In the past, a more typical direction of travel of ideas in ELT was from English-dominant countries like the UK and the USA outwards to ‘developing’ countries. What we might be seeing here, on the other hand, is a new kind of process, pioneered within the EVO but since furthered during the Covid-19 pandemic (e.g. within the International Festival of Teacher-Research 2021: https://trfestival.wordpress.com/2021-events; see also Smith et al., 2022), whereby teacher-research and mentoring experiences from Global South settings get shared with teachers and mentors in comparable contexts more than previously, via the new affordances of international online networking.

Nevertheless, the wider relevance or otherwise of the ideas presented here—derived, as they are, mainly from practice in particular project contexts—needs to continue to be confronted with other realities and perceptions, with a view to guarding against the dogmatism which has characterised ELT claims to universality in the past.
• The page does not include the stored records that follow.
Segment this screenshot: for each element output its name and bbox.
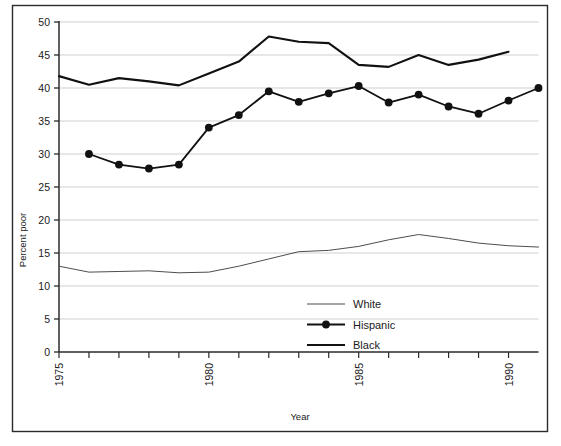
y-tick-label: 35 bbox=[38, 115, 50, 127]
x-tick-label: 1980 bbox=[203, 363, 215, 387]
legend-item-hispanic: Hispanic bbox=[307, 319, 396, 331]
data-point-hispanic bbox=[145, 165, 153, 173]
data-point-hispanic bbox=[325, 89, 333, 97]
y-tick-label: 5 bbox=[44, 313, 50, 325]
figure-panel: 05101520253035404550 1975198019851990 Wh… bbox=[0, 0, 561, 446]
data-point-hispanic bbox=[355, 82, 363, 90]
x-axis: 1975198019851990 bbox=[53, 352, 539, 386]
data-point-hispanic bbox=[475, 110, 483, 118]
data-point-hispanic bbox=[445, 103, 453, 111]
y-tick-label: 50 bbox=[38, 16, 50, 28]
legend-item-white: White bbox=[307, 298, 381, 310]
gridlines bbox=[59, 22, 539, 319]
data-point-hispanic bbox=[385, 99, 393, 107]
x-tick-label: 1990 bbox=[503, 363, 515, 387]
legend-label-hispanic: Hispanic bbox=[353, 319, 396, 331]
data-point-hispanic bbox=[265, 87, 273, 95]
data-point-hispanic bbox=[415, 91, 423, 99]
y-tick-label: 45 bbox=[38, 49, 50, 61]
y-axis: 05101520253035404550 bbox=[38, 16, 59, 358]
line-chart: 05101520253035404550 1975198019851990 Wh… bbox=[0, 0, 561, 446]
data-point-hispanic bbox=[235, 111, 243, 119]
y-tick-label: 15 bbox=[38, 247, 50, 259]
y-tick-label: 0 bbox=[44, 346, 50, 358]
legend-item-black: Black bbox=[307, 339, 380, 351]
data-point-hispanic bbox=[175, 161, 183, 169]
data-point-hispanic bbox=[535, 84, 543, 92]
data-point-hispanic bbox=[295, 98, 303, 106]
series-line-black bbox=[59, 37, 509, 86]
legend-marker-hispanic bbox=[322, 321, 330, 329]
data-point-hispanic bbox=[505, 97, 513, 105]
series-line-hispanic bbox=[89, 86, 539, 169]
y-axis-title: Percent poor bbox=[17, 213, 28, 267]
data-point-hispanic bbox=[115, 161, 123, 169]
y-tick-label: 10 bbox=[38, 280, 50, 292]
y-tick-label: 40 bbox=[38, 82, 50, 94]
series-line-white bbox=[59, 235, 539, 273]
x-tick-label: 1975 bbox=[53, 363, 65, 387]
x-tick-label: 1985 bbox=[353, 363, 365, 387]
figure-border bbox=[13, 6, 548, 432]
x-axis-title: Year bbox=[290, 411, 309, 422]
y-tick-label: 25 bbox=[38, 181, 50, 193]
y-tick-label: 30 bbox=[38, 148, 50, 160]
legend-label-white: White bbox=[353, 298, 381, 310]
y-tick-label: 20 bbox=[38, 214, 50, 226]
chart-legend: WhiteHispanicBlack bbox=[307, 298, 396, 351]
data-point-hispanic bbox=[85, 150, 93, 158]
legend-label-black: Black bbox=[353, 339, 380, 351]
series-lines bbox=[59, 37, 542, 273]
data-point-hispanic bbox=[205, 124, 213, 132]
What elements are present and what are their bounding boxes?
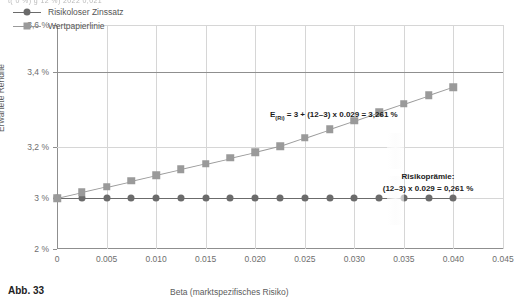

At the time of writing, this is being achieved via active discussions among mentors in the international support group mentioned above, with possible implications for eventual modification and critical adaptation of the framework I have presented.

Whether or not it can be called ‘genuinely global’ (in distinction with falsely global products presented as universally relevant but in fact best matching Global North conditions), the guidance for teacher-research mentoring which has been reported on here, precisely because it is based on situated experience in Chile, India and Nepal, has been well-received, appears adaptable to various situations, and, for now at least, seems to be serving a useful role in helping to facilitate the voluntary take-up of teacher-research in other Global South primary and secondary school contexts.

Engagement Priorities

  • If you mentor teacher-research, how closely does your work align with the framework proposed in this chapter?

  • Which parts of the framework are most important to you as a mentor (or prospective mentor) of teacher-research?

  • Is there anything you would add to the framework in your own context?